Date Published: February 6, 2025
Lesson 4: Post Code Deploy - Deploying a Drupal 9 Application
This is Lesson 4 of Tutorial: Deploying an Application in Drupal 9.
In this lesson we will:
- Update production database to reflect code changes
Lesson Goal
Perform application updates after new code has been deployed.
In order to complete this lesson you will need:
- Command line access to an Acquia Cloud Platform subscription
- Drupal application that is deployed to Acquia Cloud Platform
Lesson
Configuration and database updates¶
At this point, the code for your new release is on your production server(s). However, your database has not been updated in any way.
Database updates¶
A typical code release will require the following database-related actions to be performed:
- Update hooks provided by contributed modules should be executed.
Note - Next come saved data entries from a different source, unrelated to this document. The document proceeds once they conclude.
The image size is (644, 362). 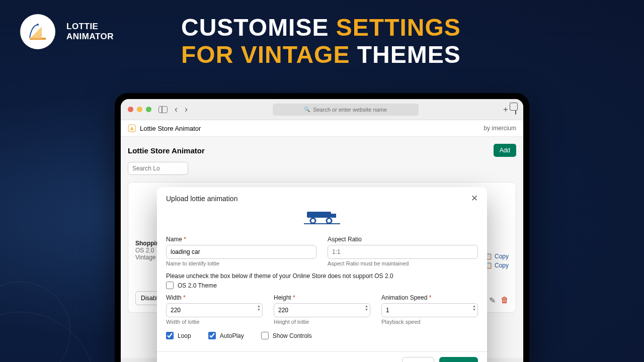 What do you see at coordinates (242, 263) in the screenshot?
I see `name-helper: Name to identify lottie` at bounding box center [242, 263].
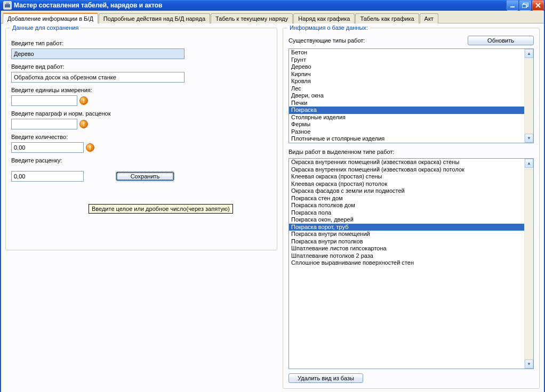 The width and height of the screenshot is (545, 392). Describe the element at coordinates (406, 81) in the screenshot. I see `type-list-item: Кровля` at that location.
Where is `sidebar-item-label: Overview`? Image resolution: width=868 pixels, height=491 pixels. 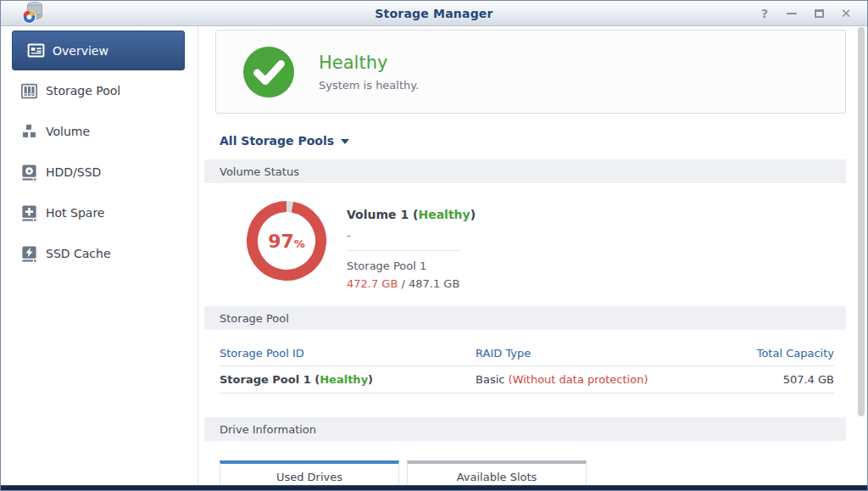 sidebar-item-label: Overview is located at coordinates (81, 51).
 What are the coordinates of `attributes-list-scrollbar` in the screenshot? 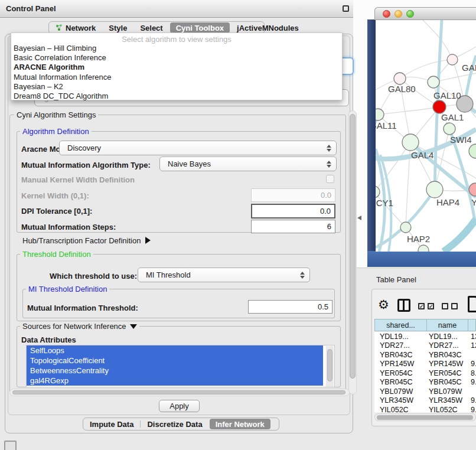 It's located at (330, 367).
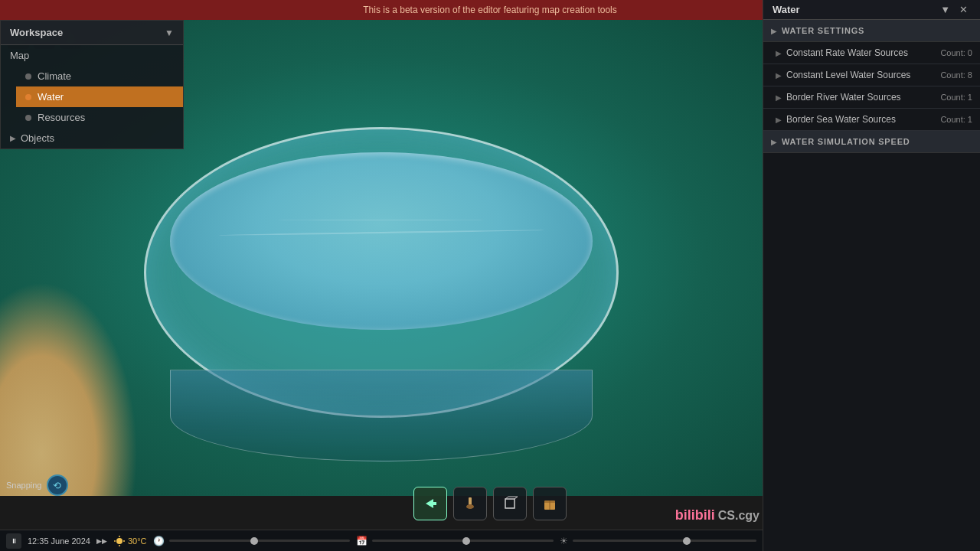 The width and height of the screenshot is (980, 551). Describe the element at coordinates (102, 541) in the screenshot. I see `fast-forward-button: ▶▶` at that location.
This is easily accomplished with:
- Changes to exported configuration files should be imported. Depending on your configuration management strategy, this may require:
or
drush features-revert-all
- Your caches should be rebuilt. This will allow changes to Twig templates, CSS, JavaScript, and various other cached data to be registered. This can be accomplished with:
Depending on the changes that your release contains, these commands may need to be run in a specific order or even multiple times. The consequences of running these commands incorrectly can be subtle and complex.
Acquia Cloud Hooks¶
Important
When creating a new Acquia Cloud CD environment, the post-code-deploy hook is not run, and this hook must be run twice for its changes to take effect. For more information, see this known issue.
Acquia Cloud Hooks provide a mechanism for executing a script when a particular action is performed. For releases, the post-code-update and post-code-deploy cloud hooks are relevant. These will allow a custom script to be executed each time that a new tag is deployed to your production environment.
To implement a cloud hook, you must create an executable bash script and place it in a specific location in your codebase.
Congratulations, you've successfully deployed a Drupal application to a production environment following Drupal best practices!